On 08/11/2011 05:27, Hans-Peter Nilsson wrote:
On Sun, 6 Nov 2011, Joern Rennecke wrote:
Quoting David Brown<david.br...@hesbynett.no>:
Take an example using a processor I know well, the AVR (it is an 8-bit
device, which is a little unusual for gcc). It has an instruction will
multiply two "1.7" signed 8-bit integers to get a single 1.15 signed
16-bit integer - basically combining an 8-bit x 8-bit to 16-bit
multiply with a left shift. So to do a "signed short _Fract" multiply,
you have a single instruction and discard the least significant byte.

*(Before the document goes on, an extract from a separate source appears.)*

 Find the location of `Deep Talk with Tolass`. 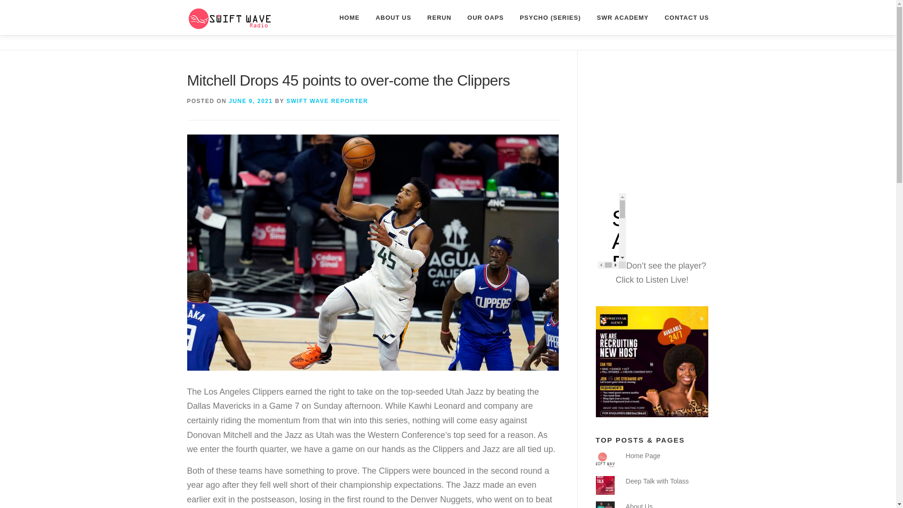

Deep Talk with Tolass is located at coordinates (656, 481).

Simulating the same operation in generic C would be something like :
int8_t multShortFract(int8_t a, int8_t b) {
int16_t c = (int16_t) a * b;
return (c>> 7);
}
If you can make up your mind if the result is 8 or 16 bit, generating the
instruction should be standard fare for the combiner pass.
If the compiler can generate fractional arithmetic code directly from
such expressions, then it is indeed a good step towards implementing
such types as a pure C++ class without needing to use compiler extensions.
However, this is a simple case. It gets a lot more complicated with
"_Accum" types, with saturating types, and especially when mixing them.
It also gets more complicated when you start to have series of
expressions, constant folding, etc. I am not saying the compiler
couldn't generate optimal code (on a target with hardware support for
these operations) out from carefully written generic C++ code - but I do
think it would be easier to get good code if the compiler views these
types as "native".
The guts of gcc already know about types like "signed short _Fract", and
can handle them well (at least for some targets). It is always easier
for the compiler when it has more knowledge than if it has to guess
based on code patterns - so using "signed short _Fract" means it can see
the real type early in the process rather than in a later "combine" pass.
Looks like a pretty typical Q7 (or Q1.7) multiplication to me
unless I miss something... Would be a nice thing to have those
Q1.<N-1> formats as native GCC-extension types including
vectorized versions. No, not planning it.
Yes, it is Q1.7 multiplication. And there is already a type for it in
C, though gcc doesn't (yet) support it for all targets (I haven't
checked recent versions). It is "signed short _Fract" from TR 18037.
<http://gcc.gnu.org/onlinedocs/gcc/Fixed_002dPoint.html>
And having intermediate calculations in a wider mode does not
constituate lack of making ones mind up. :)
Correct - the return type is clearly int8_t. The wider intermediate
mode is a necessity of C.
Though I believe that cast of "a" is ineffective, IIUC.
Also correct - "a" will be promoted automatically to an "int" (which is
always at least 16-bit). From long habit in embedded programming, I
tend to be a bit more explicit about such conversions. A real-world
library would be written somewhat differently, of course (at the very
least, it would use "int_fast16_t").